New Relic
Semaphore
| Feature | Semaphore | |
|---|---|---|
| Pricing | Free / from $0.3/mo | Free / from $10/mo |
| Free Plan | ✓ Yes | ✓ Yes |
| Rating | 4.3 / 5 | 4.3 / 5 |
| Best For | development-teams, sre-teams, startups, devops-engineers | development-teams, open-source-projects, startups, monorepo-users |
| Founded | 2008 | 2012 |
| Apm | ✓ | ✗ |
| Infrastructure Monitoring | ✓ | ✗ |
| Log Management | ✓ | ✗ |
| Browser Monitoring | ✓ | ✗ |
| Synthetics | ✓ | ✗ |
| Ai Assistant | ✓ | ✗ |
| Distributed Tracing | ✓ | ✗ |
| Error Tracking | ✓ | ✗ |
| Parallel Pipelines | ✗ | ✓ |
| Test Reports | ✗ | ✓ |
| Secrets Management | ✗ | ✓ |
| Docker Support | ✗ | ✓ |
| Caching | ✗ | ✓ |
| Notifications | ✗ | ✓ |
✓ New Relic Pros
- Generous free tier with 100GB/month data ingest
- Full-stack observability in one platform
- Usage-based pricing is cost-effective for many teams
- Strong AI assistant (New Relic AI) for troubleshooting
✗ New Relic Cons
- Per-user pricing for full platform access
- Data retention limits on free tier
- Can be complex to set up comprehensively
✓ Semaphore Pros
- Extremely fast build times
- Generous free tier for open source
- Easy YAML-based configuration
- Built-in secrets management
✗ Semaphore Cons
- Smaller community than GitHub Actions
- Limited marketplace for pre-built steps
- Debugging failed builds can be tricky
The Verdict
New Relic is built for development teams and sre teams, with a focus on apm and infrastructure-monitoring. Semaphore targets development teams and open source projects and leads with parallel-pipelines and test-reports.
On pricing, New Relic is the clear winner for budget-conscious users — starting at $0.3/mo compared to $10/mo for Semaphore.

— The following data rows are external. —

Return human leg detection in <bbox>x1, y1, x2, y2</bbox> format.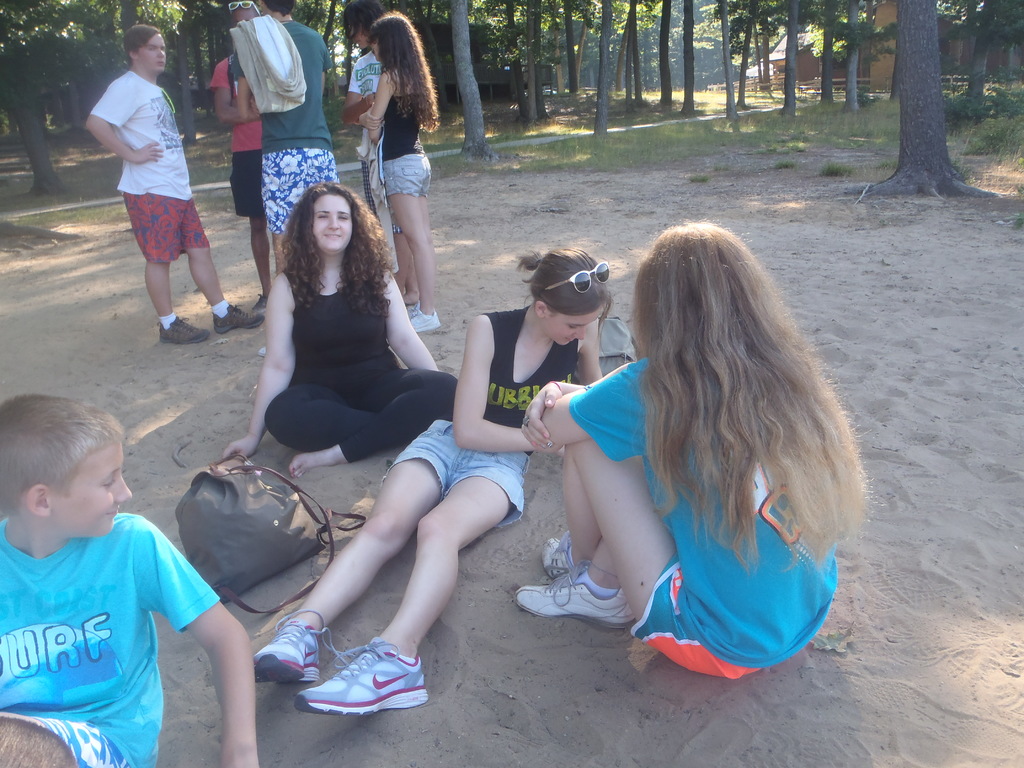
<bbox>262, 365, 372, 446</bbox>.
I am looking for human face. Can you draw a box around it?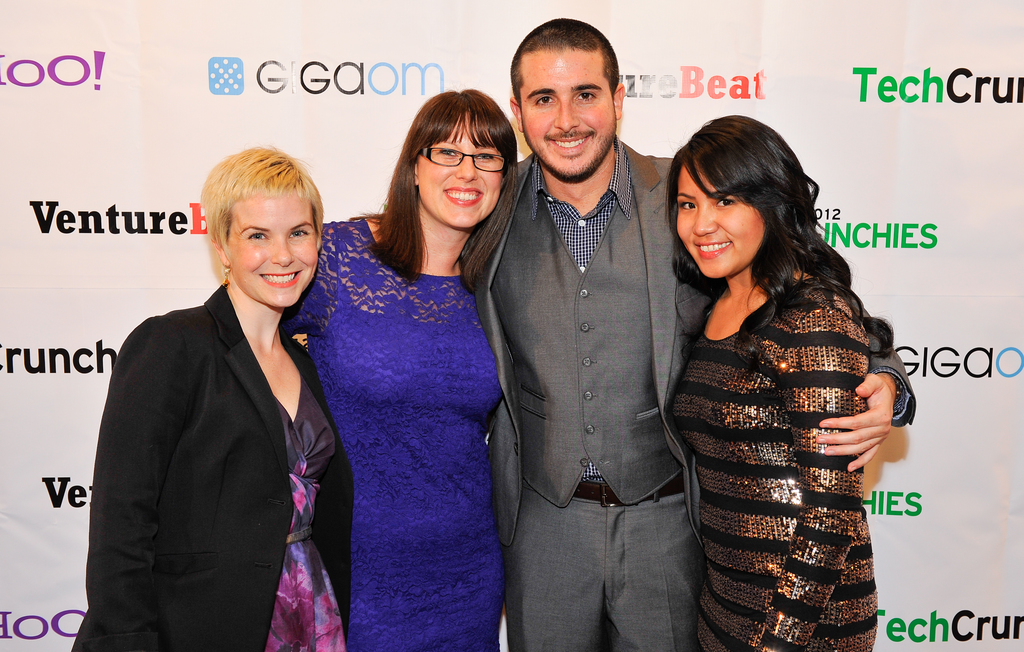
Sure, the bounding box is (x1=517, y1=47, x2=616, y2=178).
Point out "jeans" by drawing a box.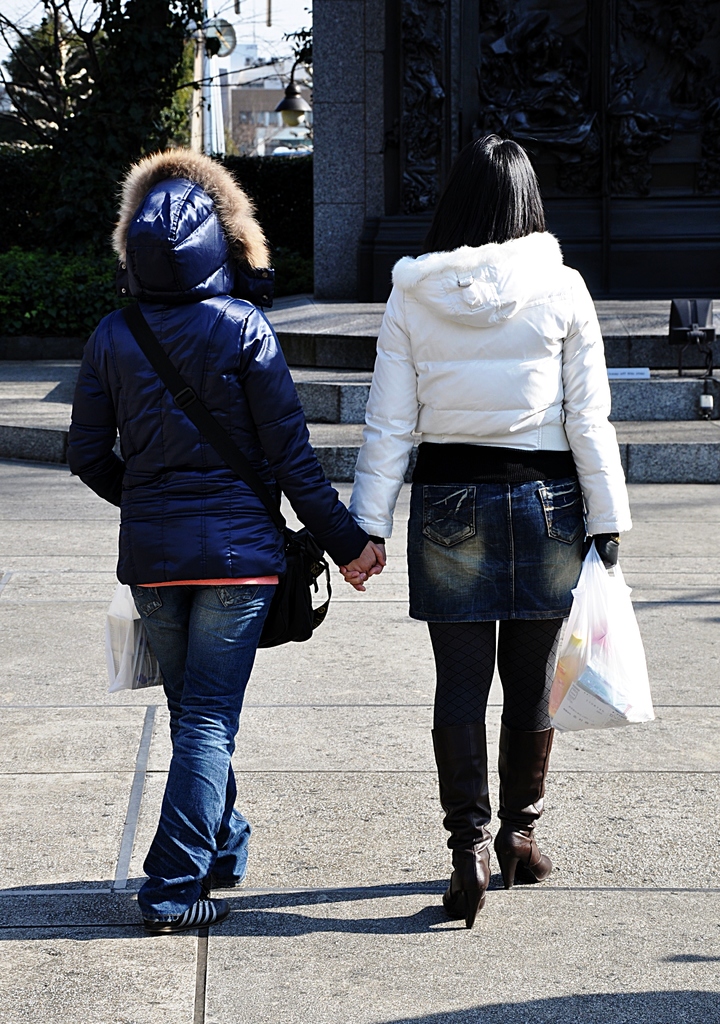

That $9.7/mo difference adds up quickly for growing teams.
Both offer free plans, so you can test each with your real workflow before committing to a subscription.
Feature-wise, New Relic offers broader built-in capabilities (8 features vs 6), while Semaphore takes a more focused approach — which can mean a simpler, faster onboarding experience.
Both tools are a solid fit for development teams, startups — in those cases, the decision often comes down to workflow style and how your team prefers to organize work.